Sour Billy scowled, suddenly feeling like a fool. He put away his knife, and as he did Karl Framm laughed. It was a chuckle, kind of, but that was enough for Billy to hear. He snapped, “Shut up, or I’ll call your missus.” Then it was his turn to snicker.
The Eli Reynolds had gone around a point, but her smoke was still hanging in the air, and you could see her lights burning on the far side of the trees. Sour Billy stared off at the lights in silence.
“Why do you care so much if Abner escapes?” York asked quietly. “What has the captain ever done to cause you harm, Mister Tipton?”
“I don’t care for warts,” said Billy coldly, “and Julian wants him. I do like Julian wants.”
“Whatever would he do without you,” said Joshua York. Sour Billy didn’t care for the way he said it, but before he could protest York was going on. “He is using you, Billy. Without you, he would be nothing. You think for him, act for him, you protect him by day. You make him what he is.”
“Yeah,” said Billy, proudly. He knew how important he was. He liked it just fine. It was even better on the steamer. He liked being a mate. The niggers he’d bought and the white trash he’d hired were all terrified of him, they called him “Mister Tipton” and rushed to do like he said, without him ever having to raise his voice or even stare at them. Some of the white rivermen had been unruly early on, till Sour Billy slit one open and stuffed him in a furnace with his belly hanging out. After that they got real respectful. The niggers were no trouble at all, except at landings, when Billy chained them up to the manacles he’d rigged on the main deck, so they couldn’t run off. It was better than being a plantation overseer. An overseer was white trash, everybody looked down on him. But on the river, a steamer’s mate was a man of substance, an officer, somebody you had to be polite to.
“The promise Julian has made you is a lie,” York was saying. “You will never be one of us, Billy. We are different races. Our anatomy is different, our flesh, our very blood. He cannot make you over, no matter what he says.”

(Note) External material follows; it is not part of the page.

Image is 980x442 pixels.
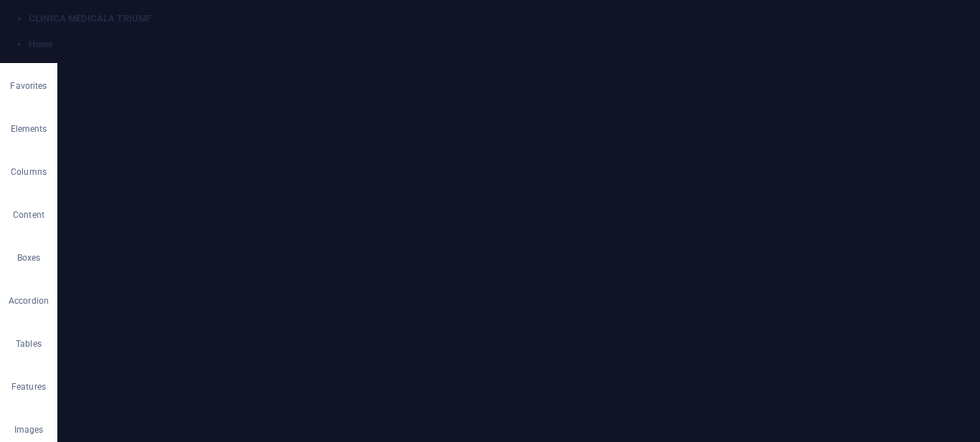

“You must think I’m pretty damn stupid,” Billy said. “I don’t got to lissen to Julian. I heard the stories. I know how vampires can make other vampires. You were like me once, York, no matter what you say. Only you’re weak, and I ain’t. Are you afraid?” That was it, Billy thought. York wanted him to betray Julian so Julian wouldn’t make him over, because once he was one of them, he’d be stronger than York, maybe as strong as Julian. “I scare you, Josh, don’t I? You think you’re so damn fine, but you wait till Julian makes me over, and I make you come crawlin’ to me. Wonder what it tastes like, that blood of yours? Julian knows, don’t he?”
York said nothing, but Sour Billy knew he’d struck a sore spot. Damon Julian had tasted York’s blood a dozen times since that first night aboard the Fevre Dream. In fact, he had drunk of no one else. “Because you are so beautiful, dear Joshua,” he would say with a pale smile, as he handed York a glass to be filled. It seemed to amuse him to make York submit.
“He is laughing at you all the time,” York said after a time. “Every day and every night. He mocks you, he despises you. He thinks you are ugly and ludicrous, no matter how useful you may be. You are nothing but an animal to him, and he will cast you aside like so much trash if he finds a stronger beast to serve him. He will make sport of it, but by then you will be so corrupt and so rotten through that you will still believe, still grovel for him.”
“I ain’t no groveler,” Billy said. “Shut up! Julian ain’t lyin’!”
“Then ask him when he intends to make you over. Ask him how he will perform this miracle, how he will lighten your skin and make over your body and teach your eyes to see in darkness. Ask Julian if you think he is not lying. And listen, Mister Tipton. Listen to the mockery in his voice when he talks to you.”